Pepper raises her hand to forestall him. “I let you, lot, stay for the funeral because I didn’t want to cause a scene. Not here, not…” She trails off momentarily, her lips trembling slightly as she visibly struggles for control. “Not today. Not in front of Morgan.” She pauses, casts a quick glance over her shoulder to the hallway beyond. “But Morgan cried herself to sleep a few minutes ago, so...” She turns back to them and there’s the kind of powerfully raw anguish in her gaze that sears right through Steve, makes him want to back down and back out. Repeats in the same cold, implacable voice, “Get out. I don’t wanna see any of you here. Ever again.”
Scott is the first one to move, shuffling awkwardly past Pepper to get to the door. Clint and Wanda follow suit, throwing Steve a sheepish, subdued look.
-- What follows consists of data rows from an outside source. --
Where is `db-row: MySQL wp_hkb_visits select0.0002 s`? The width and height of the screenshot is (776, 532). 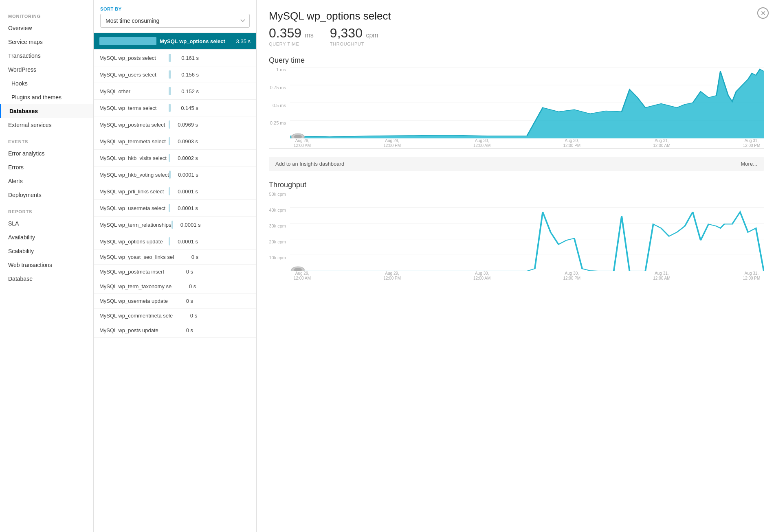
db-row: MySQL wp_hkb_visits select0.0002 s is located at coordinates (175, 158).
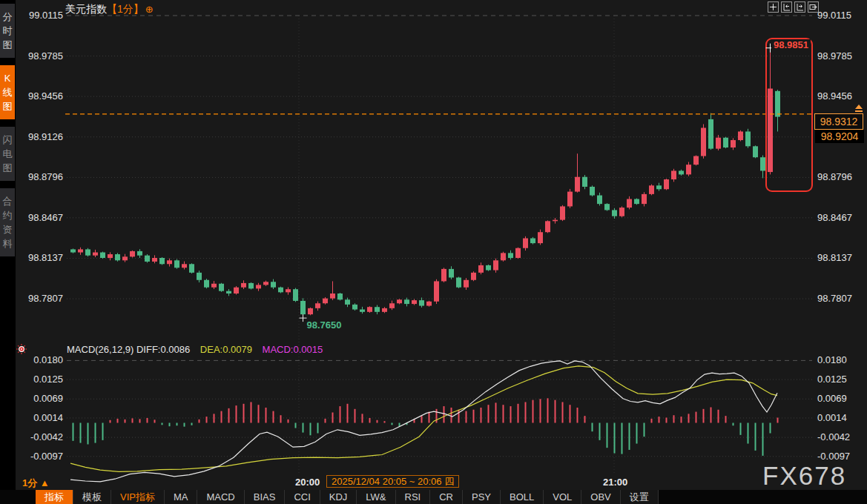  I want to click on chart-type-sidebar: 分时图 K线图 闪电图 合约资料, so click(7, 252).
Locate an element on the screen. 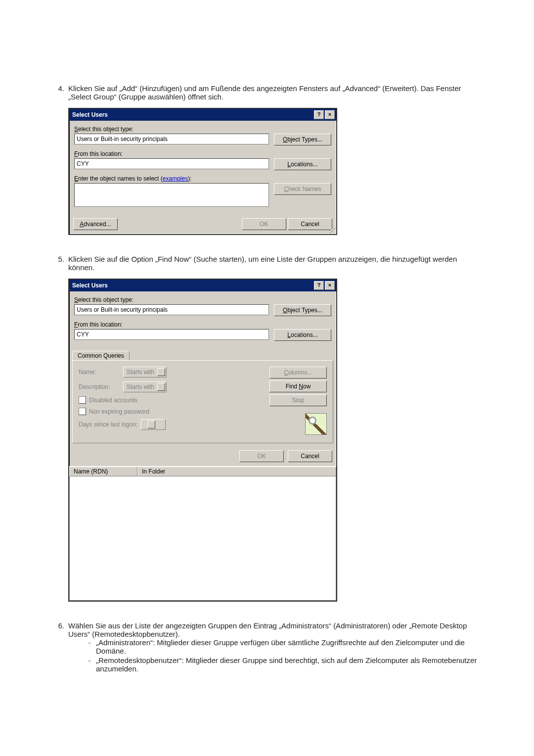 This screenshot has width=534, height=756. step-6-sub-2-text: „Remotedesktopbenutzer“: Mitglieder dies… is located at coordinates (290, 664).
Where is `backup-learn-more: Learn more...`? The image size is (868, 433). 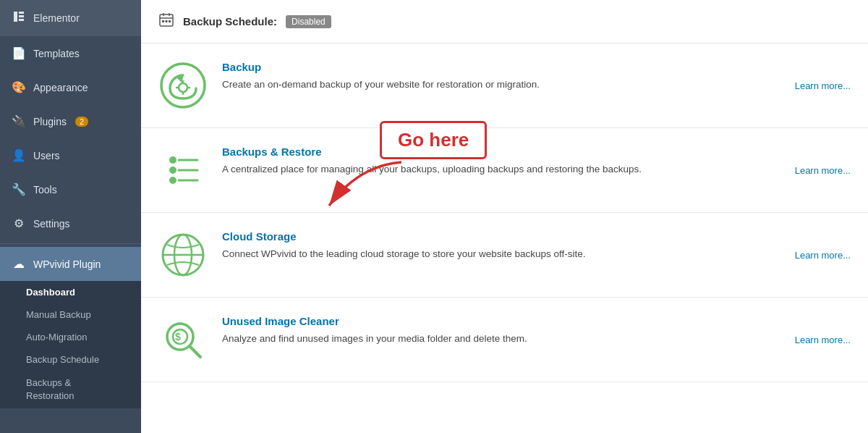
backup-learn-more: Learn more... is located at coordinates (823, 85).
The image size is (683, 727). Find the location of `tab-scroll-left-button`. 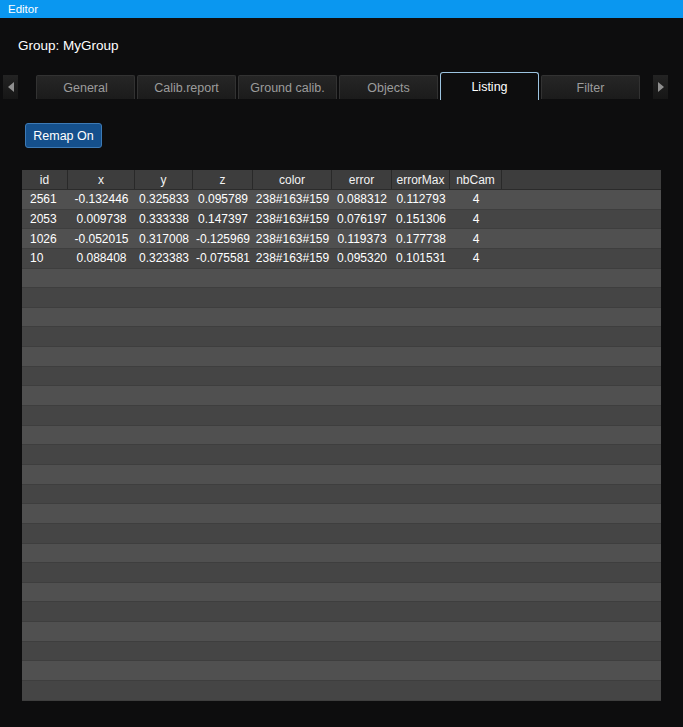

tab-scroll-left-button is located at coordinates (10, 87).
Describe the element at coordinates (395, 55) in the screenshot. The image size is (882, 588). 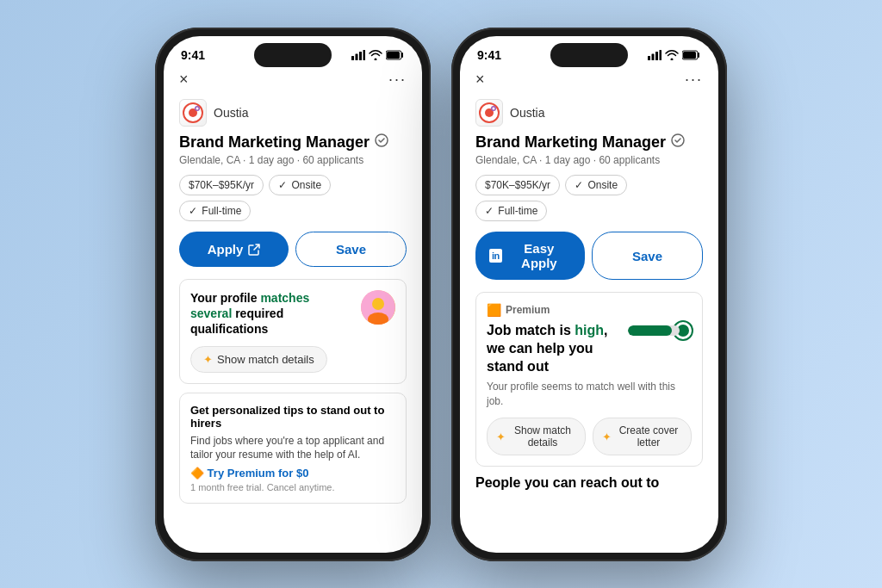
I see `battery-icon-left` at that location.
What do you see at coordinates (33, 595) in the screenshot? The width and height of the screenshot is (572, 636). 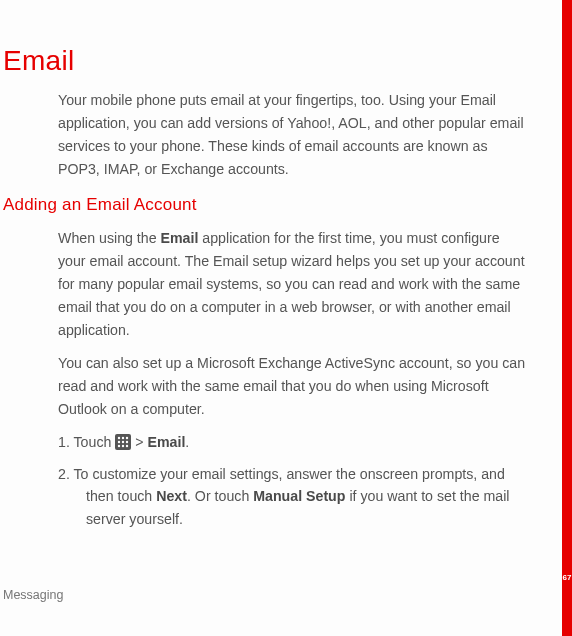 I see `footer-label: Messaging` at bounding box center [33, 595].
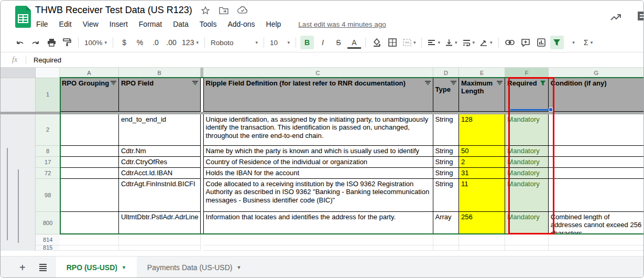 The height and width of the screenshot is (278, 644). I want to click on font-size-select: 10, so click(280, 42).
Steve shakes his head. “Pepper, come on,” he tries, taking a cautious step toward her. “Don’t… don’t be like that. Tony wouldn’t want this.” Behind her he sees the others pause in the doorway, watching the two of them with worried but hopeful looks.
Pepper’s lips twist into something ugly, something bitter. “Now you are concerned about what Tony would want?” she challenges, and even though she doesn’t raise her voice, doesn’t make a single move in his direction, Steve suddenly feels the urge to take a step back. “That’s … exceptionally rich coming from you, Mr. Rogers. Where was that concern when you forced him to work with a Witch who hated his guts and filled his head with nightmares that almost drove him insane? Where was that concern when he fought to keep this team, your team together, and you fought him for it? When you left him to die in Siberia in a suit you drove your shield through?”
She does take a step toward him then, her eyes bright with cold, dangerous fury. “Did you care about what he wanted then, Captain?” She spits out his title like a physical slap. “Did you wonder at all, while you and your team of criminals sat around twiddling your thumbs in Wakanda, whether he wanted to be the one stuck cleaning up your mess? The one left to be held responsible for things he didn’t even do? Did you wonder if he wanted to go up in space? Alone? To face his worst nightmare – the nightmare she planted in his head?” She stabs a finger blindly in the direction of Wanda, who flinches away from it as from a physical blow.
“Did you wonder,” Pepper steps closer still – a billowing pillar of condemnation, “did you wonder, when you all showed up here, demanding that he give up his family for the sake of everyone else’s here… did you wonder if that was what he…” Pepper’s voice cracks momentarily, the fury in her eyes ebbing, the intense blue clouding over with grief, “what he wanted?”
“I’m sorry,” he tries again, wincing at how inadequate the words sound in his own ears. The way Pepper’s whole face darkens in response tells him he should have kept his mouth shut.
“I don’t want your sorries, Captain. What I want is my husband back. Can you do that? Can you bring him back to me and tell him how sorry you are for everything you and your team have put him through? No?” She scoffs at his cowed silence. “Didn’t think so.”
She falls silent then, her eyes closing briefly as her face crumples with anguish barely held at bay. When she opens them again, they are alight with tears, and she raises a trembling hand to swipe it harshly across her right cheek.
“Get out of my house, all of you,” she repeats, voice strong despite her wavering composure. “Go back to your families. I have a daughter to raise, and I am fairly sure that Tony wouldn’t want any one of you anywhere near her. I sure as hell don’t.”
Steve nods, feeling numb all over. Walks over to where the others are filing slowly out of the room, looking for all the world like a bunch of beaten-down dogs. There are no words left to say, no excuses left to give.
He feels Pepper’s gaze on him, heavy and pressing like the barrel of a gun. Somehow the weight of it remains with him even when he leaves the house far behind.